LGMLSep 28, 2018

SIGUA: Forgetting May Make Learning with Noisy Labels More Robust

arXiv:1809.11008v367 citations
Originality Incremental advance
AI Analysis

This work addresses the issue of memorization in noisy label learning for machine learning practitioners, offering an incremental improvement over existing methods.

The paper tackles the problem of overfitting in deep networks trained on noisy labels by proposing SIGUA, a method that combines gradient descent on good data with reduced gradient ascent on bad data, which significantly improves the performance of two base learning methods.

Given data with noisy labels, over-parameterized deep networks can gradually memorize the data, and fit everything in the end. Although equipped with corrections for noisy labels, many learning methods in this area still suffer overfitting due to undesired memorization. In this paper, to relieve this issue, we propose stochastic integrated gradient underweighted ascent (SIGUA): in a mini-batch, we adopt gradient descent on good data as usual, and learning-rate-reduced gradient ascent on bad data; the proposal is a versatile approach where data goodness or badness is w.r.t. desired or undesired memorization given a base learning method. Technically, SIGUA pulls optimization back for generalization when their goals conflict with each other; philosophically, SIGUA shows forgetting undesired memorization can reinforce desired memorization. Experiments demonstrate that SIGUA successfully robustifies two typical base learning methods, so that their performance is often significantly improved.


**WHAT TO PRODUCE**
Please report how many lines below contain "outburst", writing nothing except the number.

• • • • • • •

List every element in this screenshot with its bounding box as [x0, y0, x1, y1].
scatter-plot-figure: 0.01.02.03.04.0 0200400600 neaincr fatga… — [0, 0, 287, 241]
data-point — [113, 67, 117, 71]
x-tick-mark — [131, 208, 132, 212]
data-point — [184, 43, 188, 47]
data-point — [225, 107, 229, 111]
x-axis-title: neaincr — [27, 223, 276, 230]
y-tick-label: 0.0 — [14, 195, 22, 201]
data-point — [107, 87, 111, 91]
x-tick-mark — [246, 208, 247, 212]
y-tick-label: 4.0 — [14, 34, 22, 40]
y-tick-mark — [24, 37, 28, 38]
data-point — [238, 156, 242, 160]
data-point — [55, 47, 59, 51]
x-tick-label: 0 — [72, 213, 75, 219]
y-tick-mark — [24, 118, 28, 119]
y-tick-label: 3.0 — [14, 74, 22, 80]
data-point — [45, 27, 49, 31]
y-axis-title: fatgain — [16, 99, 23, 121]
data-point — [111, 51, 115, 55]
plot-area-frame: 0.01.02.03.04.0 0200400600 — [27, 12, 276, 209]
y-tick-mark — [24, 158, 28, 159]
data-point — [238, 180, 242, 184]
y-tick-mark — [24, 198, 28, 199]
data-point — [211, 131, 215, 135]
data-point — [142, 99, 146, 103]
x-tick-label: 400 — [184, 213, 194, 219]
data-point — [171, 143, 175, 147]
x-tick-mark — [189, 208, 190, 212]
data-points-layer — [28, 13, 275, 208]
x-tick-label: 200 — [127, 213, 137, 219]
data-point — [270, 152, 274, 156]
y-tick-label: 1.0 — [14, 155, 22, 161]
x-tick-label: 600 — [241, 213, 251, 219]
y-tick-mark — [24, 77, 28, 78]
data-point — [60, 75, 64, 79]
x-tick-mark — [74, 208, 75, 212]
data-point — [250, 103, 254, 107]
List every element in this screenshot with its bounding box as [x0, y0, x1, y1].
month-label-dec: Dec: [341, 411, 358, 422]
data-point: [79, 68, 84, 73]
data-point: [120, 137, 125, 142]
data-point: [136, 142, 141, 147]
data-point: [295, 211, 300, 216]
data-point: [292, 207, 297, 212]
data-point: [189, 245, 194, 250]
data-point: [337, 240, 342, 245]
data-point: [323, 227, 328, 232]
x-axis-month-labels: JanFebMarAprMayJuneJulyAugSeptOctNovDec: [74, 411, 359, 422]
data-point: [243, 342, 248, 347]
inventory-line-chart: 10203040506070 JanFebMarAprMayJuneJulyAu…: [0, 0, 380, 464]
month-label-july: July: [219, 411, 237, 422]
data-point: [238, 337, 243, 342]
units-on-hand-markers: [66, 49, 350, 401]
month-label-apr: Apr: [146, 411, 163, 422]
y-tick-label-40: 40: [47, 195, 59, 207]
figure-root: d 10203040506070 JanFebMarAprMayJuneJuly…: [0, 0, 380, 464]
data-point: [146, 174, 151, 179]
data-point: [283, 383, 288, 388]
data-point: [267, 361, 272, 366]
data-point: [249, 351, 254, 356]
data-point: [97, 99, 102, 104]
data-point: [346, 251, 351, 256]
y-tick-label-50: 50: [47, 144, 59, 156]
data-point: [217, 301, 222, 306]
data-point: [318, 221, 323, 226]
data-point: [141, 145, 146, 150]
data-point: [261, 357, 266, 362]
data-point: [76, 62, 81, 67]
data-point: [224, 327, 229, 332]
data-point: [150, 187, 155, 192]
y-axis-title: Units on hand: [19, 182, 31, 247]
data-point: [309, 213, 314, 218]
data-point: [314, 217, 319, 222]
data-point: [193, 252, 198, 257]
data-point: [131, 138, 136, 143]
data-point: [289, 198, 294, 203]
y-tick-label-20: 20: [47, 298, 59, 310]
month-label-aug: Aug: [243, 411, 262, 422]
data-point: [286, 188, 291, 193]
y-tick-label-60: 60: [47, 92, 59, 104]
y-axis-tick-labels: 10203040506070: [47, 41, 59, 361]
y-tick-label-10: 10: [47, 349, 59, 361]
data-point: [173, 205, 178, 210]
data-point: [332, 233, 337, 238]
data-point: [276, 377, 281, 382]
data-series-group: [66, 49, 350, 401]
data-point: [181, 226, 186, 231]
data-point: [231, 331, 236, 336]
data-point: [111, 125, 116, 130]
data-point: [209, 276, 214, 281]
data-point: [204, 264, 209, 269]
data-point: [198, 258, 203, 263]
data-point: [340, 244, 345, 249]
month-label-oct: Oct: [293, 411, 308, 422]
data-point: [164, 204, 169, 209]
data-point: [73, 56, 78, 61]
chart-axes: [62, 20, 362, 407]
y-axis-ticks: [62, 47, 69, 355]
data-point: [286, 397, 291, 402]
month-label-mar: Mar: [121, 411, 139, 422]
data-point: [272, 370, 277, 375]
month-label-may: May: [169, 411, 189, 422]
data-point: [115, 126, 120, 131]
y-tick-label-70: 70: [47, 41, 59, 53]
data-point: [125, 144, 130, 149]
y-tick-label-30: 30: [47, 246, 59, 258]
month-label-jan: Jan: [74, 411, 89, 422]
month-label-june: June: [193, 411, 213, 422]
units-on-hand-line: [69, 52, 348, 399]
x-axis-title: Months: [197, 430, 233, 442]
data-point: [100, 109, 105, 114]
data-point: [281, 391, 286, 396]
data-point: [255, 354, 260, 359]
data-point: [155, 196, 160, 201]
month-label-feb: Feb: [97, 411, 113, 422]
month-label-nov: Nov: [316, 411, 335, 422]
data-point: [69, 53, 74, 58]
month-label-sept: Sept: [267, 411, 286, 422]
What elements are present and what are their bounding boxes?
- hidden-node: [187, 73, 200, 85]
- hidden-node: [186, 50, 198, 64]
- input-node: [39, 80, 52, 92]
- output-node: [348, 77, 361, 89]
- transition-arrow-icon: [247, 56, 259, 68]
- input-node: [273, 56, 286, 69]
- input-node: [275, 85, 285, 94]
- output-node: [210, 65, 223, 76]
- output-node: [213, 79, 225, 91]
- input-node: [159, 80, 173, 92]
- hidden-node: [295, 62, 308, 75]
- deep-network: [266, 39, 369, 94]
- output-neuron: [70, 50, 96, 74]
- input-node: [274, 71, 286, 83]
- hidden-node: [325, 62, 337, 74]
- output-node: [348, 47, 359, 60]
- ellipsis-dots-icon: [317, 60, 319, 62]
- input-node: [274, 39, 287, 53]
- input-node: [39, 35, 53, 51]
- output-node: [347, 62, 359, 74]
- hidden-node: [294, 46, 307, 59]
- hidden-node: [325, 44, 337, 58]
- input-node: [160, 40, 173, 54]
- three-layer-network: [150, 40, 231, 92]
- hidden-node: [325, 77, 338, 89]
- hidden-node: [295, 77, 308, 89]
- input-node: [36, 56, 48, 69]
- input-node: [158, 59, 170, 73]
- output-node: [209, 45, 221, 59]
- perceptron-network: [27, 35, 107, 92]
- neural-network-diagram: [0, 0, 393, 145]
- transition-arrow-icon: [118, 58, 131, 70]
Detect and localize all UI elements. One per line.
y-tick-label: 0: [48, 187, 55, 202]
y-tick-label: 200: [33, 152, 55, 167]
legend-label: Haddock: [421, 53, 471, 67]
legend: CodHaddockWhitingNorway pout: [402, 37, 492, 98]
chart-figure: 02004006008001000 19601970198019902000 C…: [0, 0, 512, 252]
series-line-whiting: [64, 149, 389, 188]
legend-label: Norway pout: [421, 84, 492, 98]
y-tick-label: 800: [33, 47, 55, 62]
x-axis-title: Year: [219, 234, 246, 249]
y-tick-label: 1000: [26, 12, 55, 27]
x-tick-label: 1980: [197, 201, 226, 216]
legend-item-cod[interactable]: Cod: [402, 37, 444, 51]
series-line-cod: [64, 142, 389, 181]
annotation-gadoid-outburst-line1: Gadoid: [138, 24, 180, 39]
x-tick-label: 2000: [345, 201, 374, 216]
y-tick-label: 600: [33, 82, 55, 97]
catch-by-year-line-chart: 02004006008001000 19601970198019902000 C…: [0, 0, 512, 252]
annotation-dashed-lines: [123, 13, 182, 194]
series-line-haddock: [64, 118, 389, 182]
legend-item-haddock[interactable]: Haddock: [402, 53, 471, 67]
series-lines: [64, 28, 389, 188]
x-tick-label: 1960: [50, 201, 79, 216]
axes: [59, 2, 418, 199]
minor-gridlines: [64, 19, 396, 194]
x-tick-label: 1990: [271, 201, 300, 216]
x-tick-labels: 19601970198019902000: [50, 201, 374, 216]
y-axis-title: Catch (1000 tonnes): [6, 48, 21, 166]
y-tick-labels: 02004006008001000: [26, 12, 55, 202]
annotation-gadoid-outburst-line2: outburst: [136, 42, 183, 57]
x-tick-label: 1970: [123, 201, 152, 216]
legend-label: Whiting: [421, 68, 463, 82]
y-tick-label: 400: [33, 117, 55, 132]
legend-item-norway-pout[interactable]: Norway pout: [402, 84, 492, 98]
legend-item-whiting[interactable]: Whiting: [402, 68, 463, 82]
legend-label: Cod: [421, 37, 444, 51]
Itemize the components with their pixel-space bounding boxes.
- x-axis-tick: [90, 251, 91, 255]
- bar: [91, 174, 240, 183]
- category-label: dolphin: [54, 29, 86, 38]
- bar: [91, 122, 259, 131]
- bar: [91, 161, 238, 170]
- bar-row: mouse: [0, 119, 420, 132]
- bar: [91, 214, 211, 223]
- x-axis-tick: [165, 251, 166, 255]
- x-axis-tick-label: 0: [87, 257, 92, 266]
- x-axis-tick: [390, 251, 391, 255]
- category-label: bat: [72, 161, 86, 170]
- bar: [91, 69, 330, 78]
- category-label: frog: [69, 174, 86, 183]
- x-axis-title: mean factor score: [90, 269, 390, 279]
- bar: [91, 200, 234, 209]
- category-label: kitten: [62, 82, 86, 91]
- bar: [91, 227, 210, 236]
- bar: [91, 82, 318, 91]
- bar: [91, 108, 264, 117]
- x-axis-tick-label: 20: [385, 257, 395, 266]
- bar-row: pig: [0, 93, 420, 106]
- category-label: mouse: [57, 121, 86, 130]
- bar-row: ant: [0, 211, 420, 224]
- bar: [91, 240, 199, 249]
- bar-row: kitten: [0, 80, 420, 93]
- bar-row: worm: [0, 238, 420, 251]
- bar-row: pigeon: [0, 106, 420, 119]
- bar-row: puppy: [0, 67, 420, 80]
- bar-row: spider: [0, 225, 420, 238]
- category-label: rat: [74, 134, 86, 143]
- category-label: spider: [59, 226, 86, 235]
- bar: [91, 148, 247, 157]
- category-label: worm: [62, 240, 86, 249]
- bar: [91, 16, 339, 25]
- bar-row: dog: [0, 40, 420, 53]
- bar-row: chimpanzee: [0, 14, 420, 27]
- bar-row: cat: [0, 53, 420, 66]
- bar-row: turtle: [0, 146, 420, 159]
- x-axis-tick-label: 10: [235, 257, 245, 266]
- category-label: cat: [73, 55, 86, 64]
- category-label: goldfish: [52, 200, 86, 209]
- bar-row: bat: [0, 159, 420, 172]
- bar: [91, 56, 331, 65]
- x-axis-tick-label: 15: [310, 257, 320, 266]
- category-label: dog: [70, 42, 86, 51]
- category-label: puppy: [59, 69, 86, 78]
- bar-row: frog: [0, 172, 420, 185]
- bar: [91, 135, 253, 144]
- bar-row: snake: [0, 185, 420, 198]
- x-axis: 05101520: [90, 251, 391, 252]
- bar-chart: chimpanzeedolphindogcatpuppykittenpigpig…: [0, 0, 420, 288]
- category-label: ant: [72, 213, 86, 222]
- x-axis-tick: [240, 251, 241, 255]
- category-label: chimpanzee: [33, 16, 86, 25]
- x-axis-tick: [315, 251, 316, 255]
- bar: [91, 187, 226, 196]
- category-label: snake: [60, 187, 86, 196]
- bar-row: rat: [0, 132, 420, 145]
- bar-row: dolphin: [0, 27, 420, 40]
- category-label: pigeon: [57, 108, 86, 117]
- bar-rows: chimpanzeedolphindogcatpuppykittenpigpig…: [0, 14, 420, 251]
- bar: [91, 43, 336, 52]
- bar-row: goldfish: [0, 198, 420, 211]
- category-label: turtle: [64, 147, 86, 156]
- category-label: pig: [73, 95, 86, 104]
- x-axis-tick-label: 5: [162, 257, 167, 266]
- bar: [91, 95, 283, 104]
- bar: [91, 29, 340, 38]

• • • • • • •

**RESULT OF THIS TASK**
2